New-Distribution-979@reddit
We should not underestimate that it would be extremely weird that the planet restores itself to conditions that are favourable to life. Yet, my understanding is that it is exactly what happened several in the distant past.
Would love to see a geologist’s take on that! Maybe I’m being too ‘spiritual’.
Tearakan@reddit
Eh, there were several very productive life flourishing eras on earth which would've been incredibly hostile to us just trying to breathe.
Life can take on many different forms thanks to evolution. It just takes a while to get there.
SweetAlyssumm@reddit
There are life forms that live in the thermal pools in Yellowstone. So I agree with Tearakan, evolution casts a wide net.
Substantial_Fun_2966@reddit
This is bullshit every one knows dad controls the thermostat
Thedogdrinkscoffee@reddit
A curious wording. Climate Change is Gaia's response to human activity changing the present environmental conditions.
StatementBot@reddit
The following submission statement was provided by /u/tawhuac:
Submission statement: this post is taking a well established, albeit (on weak grounds) disputed, theory, and projects it to the unfolding of the climate crisis.
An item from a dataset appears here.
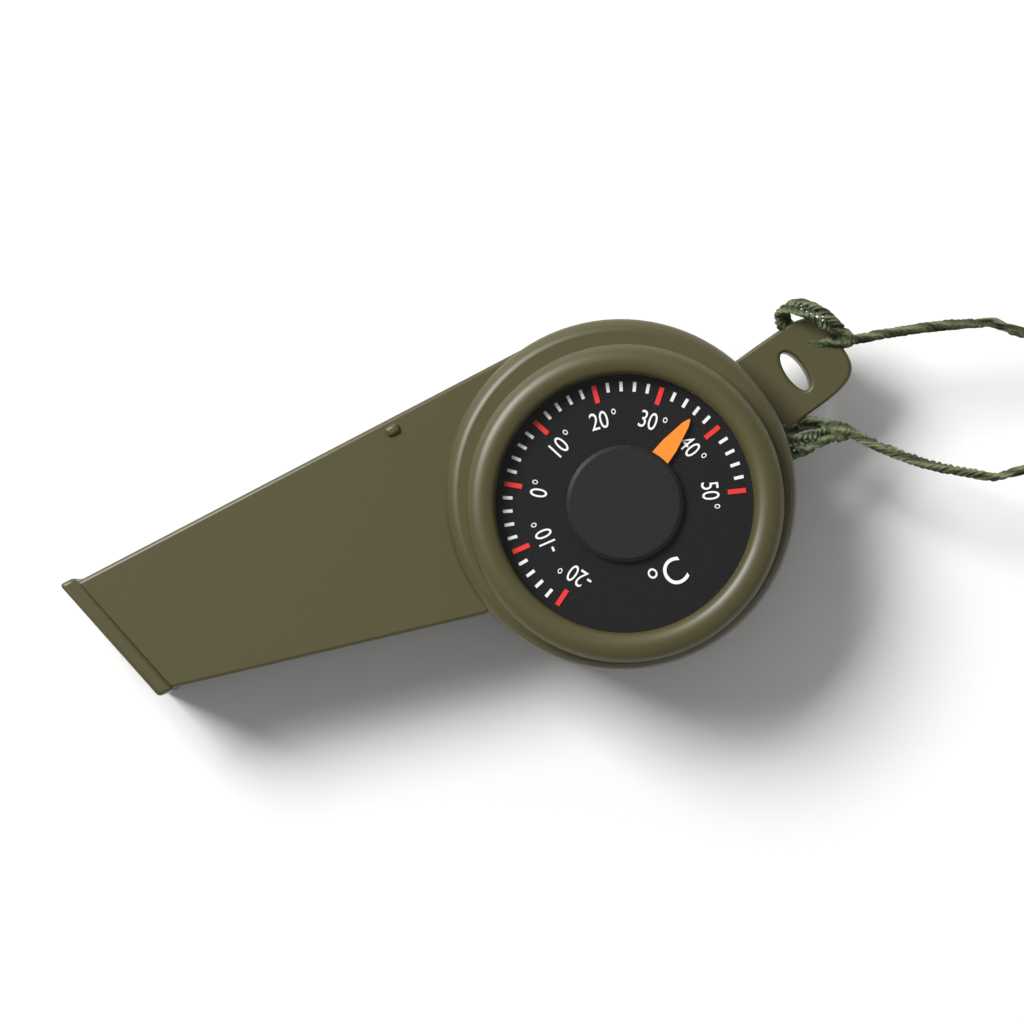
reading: 36 °C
I postulate here that none of the climate models might finally be correct, because they *could * be underestimating, or not considering, the planet's self-regulation mechanisms.
Collapse related because either way, the outcome should be expected to be catastrophic for the human species, as any feedback is likely to be severe if it is to counteract the level of heating up.
Please reply to OP's comment here: https://old.reddit.com/r/collapse/comments/1i3gjdx/gaias_response_to_climate_change/m7mk5qv/
DrumpleStiltsken@reddit
Well maybe a fever analogy is sufficient. We are a virus that is heating up the host. The fever or heating is supposed to kill the virus. That is going to happen. A lot of us are going to die from extreme heat. So in a way gaia is having a fever that is going to kill us. Then she heals and rests over millenia which in geologic time is like a kid taking a nap after being sick.
tawhuac@reddit (OP)
Submission statement: this post is taking a well established, albeit (on weak grounds) disputed, theory, and projects it to the unfolding of the climate crisis. I postulate here that none of the climate models might finally be correct, because they *could * be underestimating, or not considering, the planet's self-regulation mechanisms.
Collapse related because either way, the outcome should be expected to be catastrophic for the human species, as any feedback is likely to be severe if it is to counteract the level of heating up.
daviddjg0033@reddit
We are in a state of "cooking" to reach equilibrium. Like the water on the stove. Yet we keep increasing the heat on the stove
Over-Courage5365@reddit
Well this is highly observable is you cross-examine different data (pressure movements in high altitude, thermal energy displacement between the Polar/ferrell/Hadley cells, noticeable SST anomalies), when you combined them and read them together you can easily see how every factors of climate is just a thermodynamical reaction.